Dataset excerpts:
__________________________________________________

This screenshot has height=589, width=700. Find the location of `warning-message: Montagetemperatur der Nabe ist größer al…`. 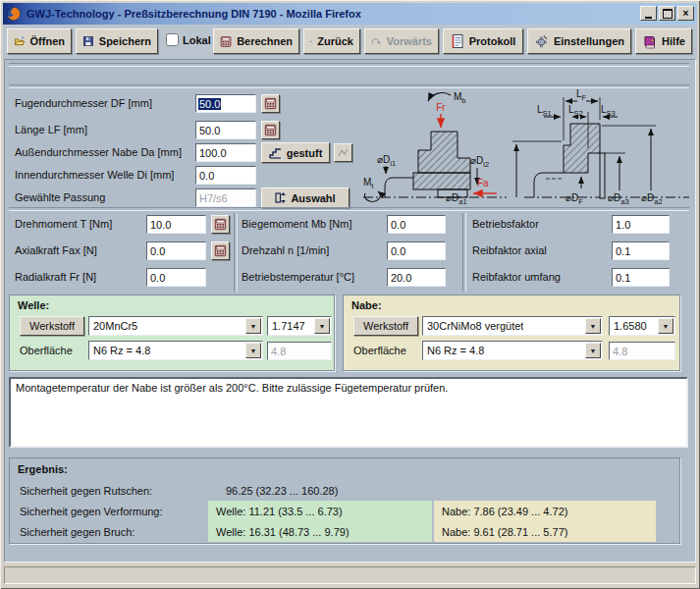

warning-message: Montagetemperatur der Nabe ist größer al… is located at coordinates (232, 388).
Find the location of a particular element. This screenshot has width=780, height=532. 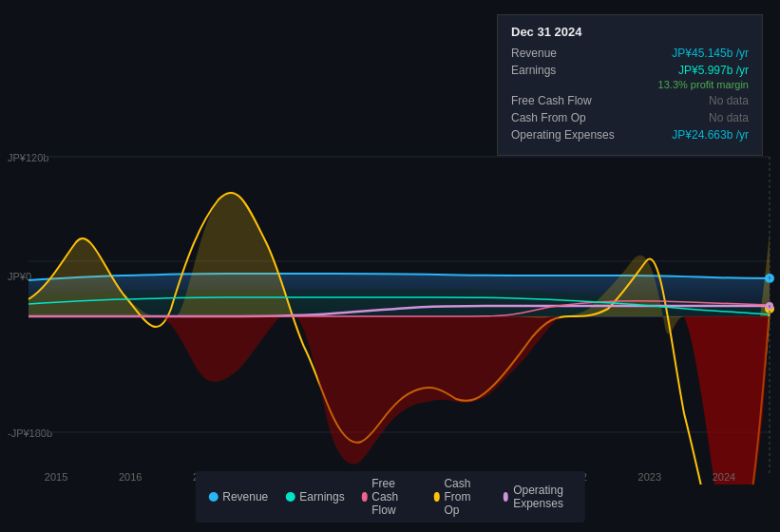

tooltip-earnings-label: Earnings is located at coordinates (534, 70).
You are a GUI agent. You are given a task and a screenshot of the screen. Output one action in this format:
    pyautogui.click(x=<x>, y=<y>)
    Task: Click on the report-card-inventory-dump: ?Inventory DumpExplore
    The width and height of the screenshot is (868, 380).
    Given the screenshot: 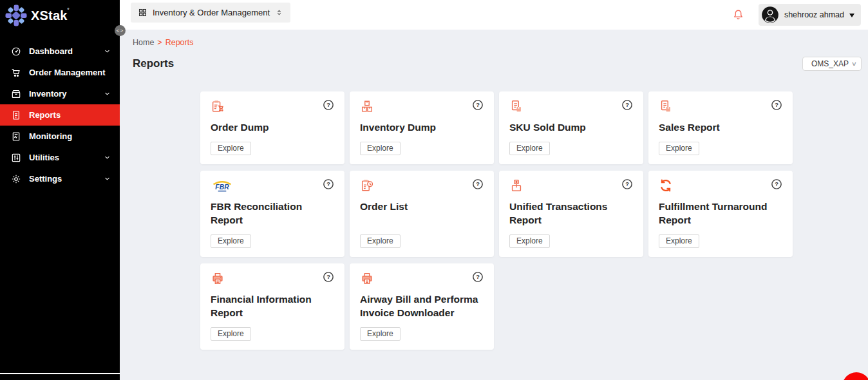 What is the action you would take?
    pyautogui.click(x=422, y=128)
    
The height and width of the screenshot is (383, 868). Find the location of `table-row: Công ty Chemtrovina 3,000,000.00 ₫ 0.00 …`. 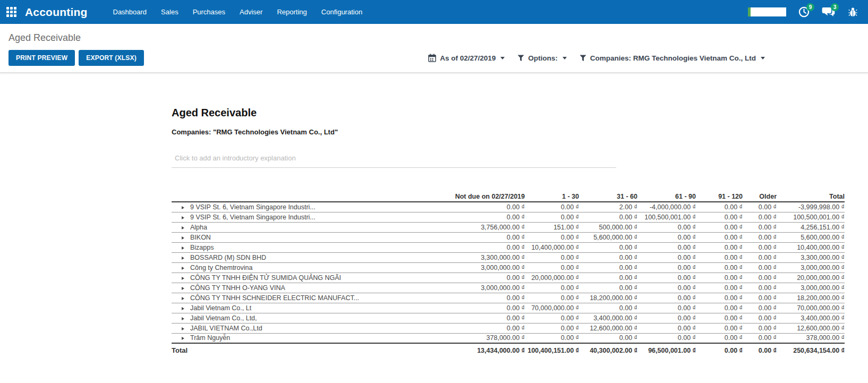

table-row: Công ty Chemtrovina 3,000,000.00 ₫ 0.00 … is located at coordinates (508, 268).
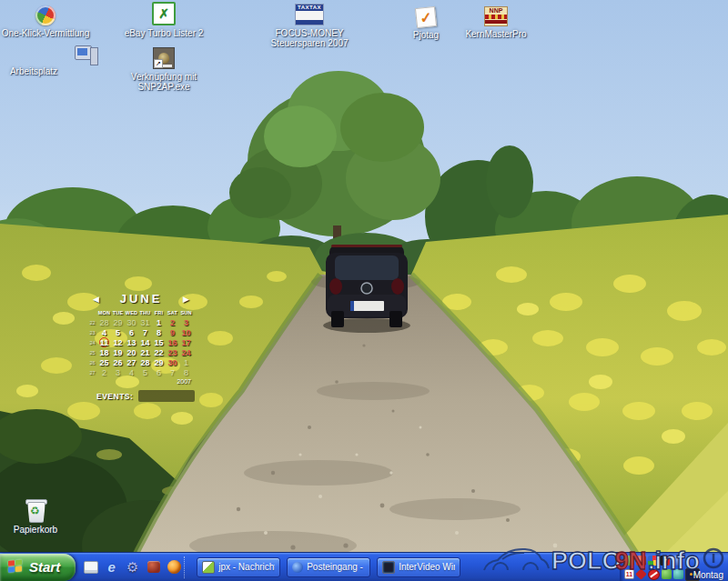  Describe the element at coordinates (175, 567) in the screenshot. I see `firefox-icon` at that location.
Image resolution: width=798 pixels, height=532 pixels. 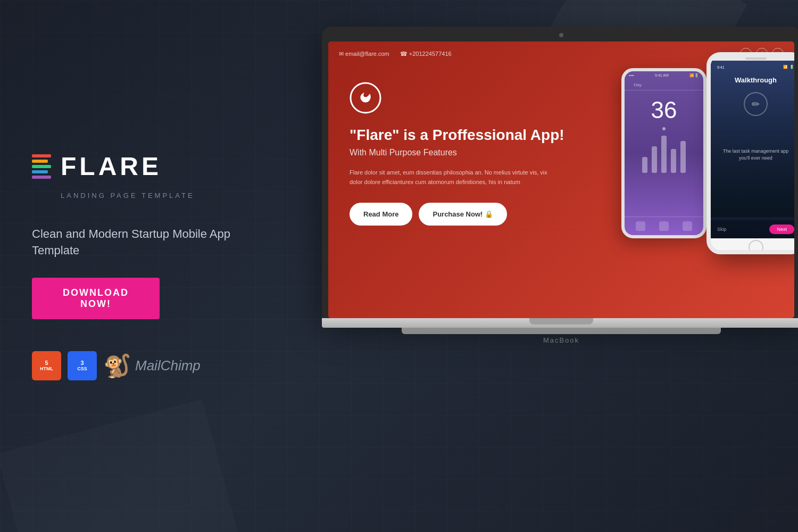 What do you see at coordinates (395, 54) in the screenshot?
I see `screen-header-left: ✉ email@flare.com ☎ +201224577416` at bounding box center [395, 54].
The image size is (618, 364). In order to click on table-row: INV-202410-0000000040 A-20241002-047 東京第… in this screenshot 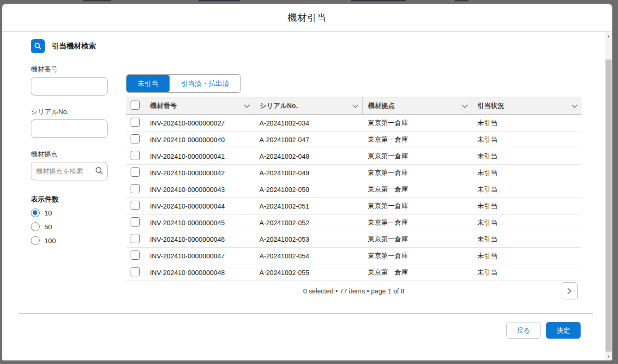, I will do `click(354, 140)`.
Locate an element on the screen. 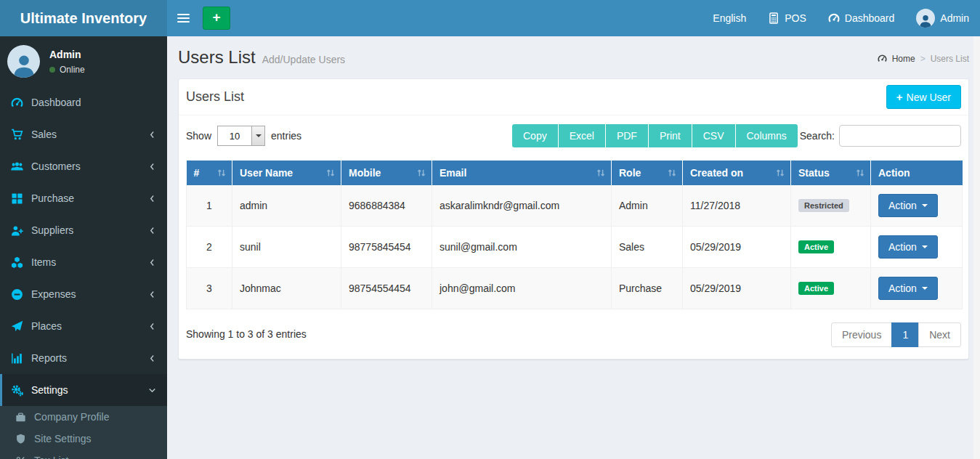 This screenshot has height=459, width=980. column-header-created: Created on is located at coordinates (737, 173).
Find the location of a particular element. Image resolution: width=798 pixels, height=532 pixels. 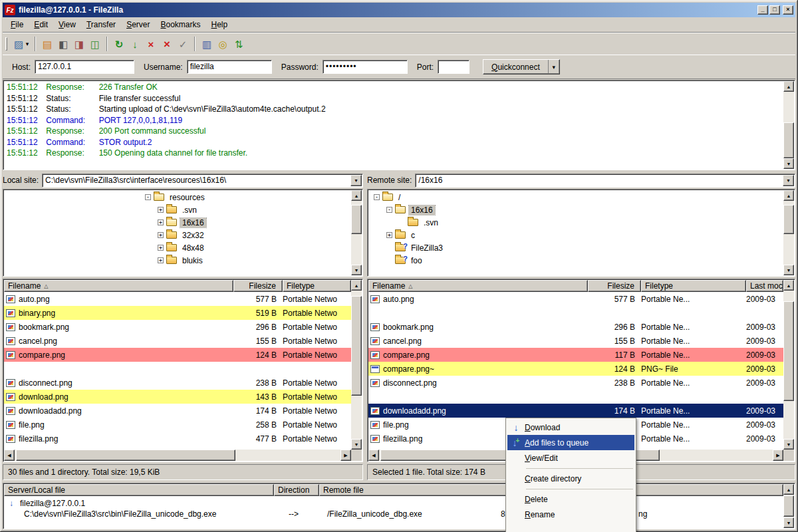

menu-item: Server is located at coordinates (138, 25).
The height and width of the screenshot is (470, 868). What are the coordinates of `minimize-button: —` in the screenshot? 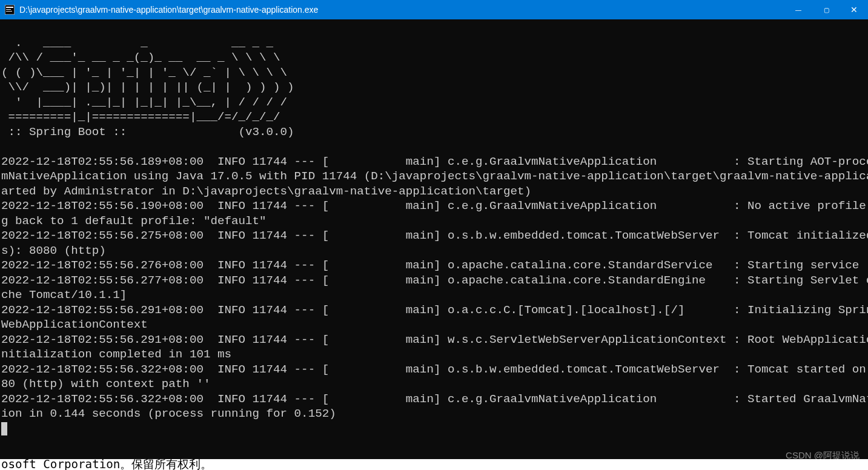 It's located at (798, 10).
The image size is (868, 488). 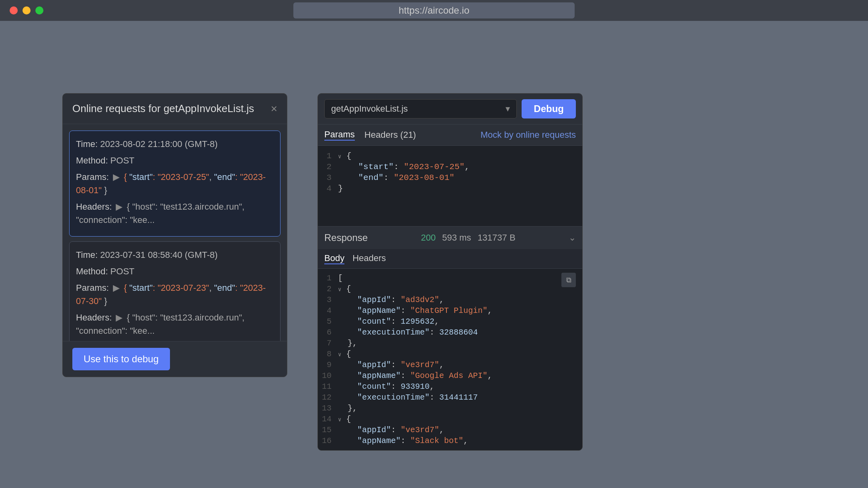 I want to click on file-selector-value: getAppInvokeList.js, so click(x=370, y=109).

__________________________________________________

Beginning with the first line of the records and ending with the line that contains "Task: Click on", reproduce every line exactly, omitting pictures and adding nothing.

This screenshot has height=589, width=700. Find the location of `warning-message: Montagetemperatur der Nabe ist größer al…`. 

warning-message: Montagetemperatur der Nabe ist größer al… is located at coordinates (232, 388).
Find the location of a particular element. This screenshot has width=780, height=532. 

tooltip-earnings-label: Earnings is located at coordinates (534, 70).
You are a GUI agent. You are given a task and a screenshot of the screen. Output one action in this format:
    pyautogui.click(x=<x>, y=<y>)
    Task: Click on the report-card-inventory-dump: ?Inventory DumpExplore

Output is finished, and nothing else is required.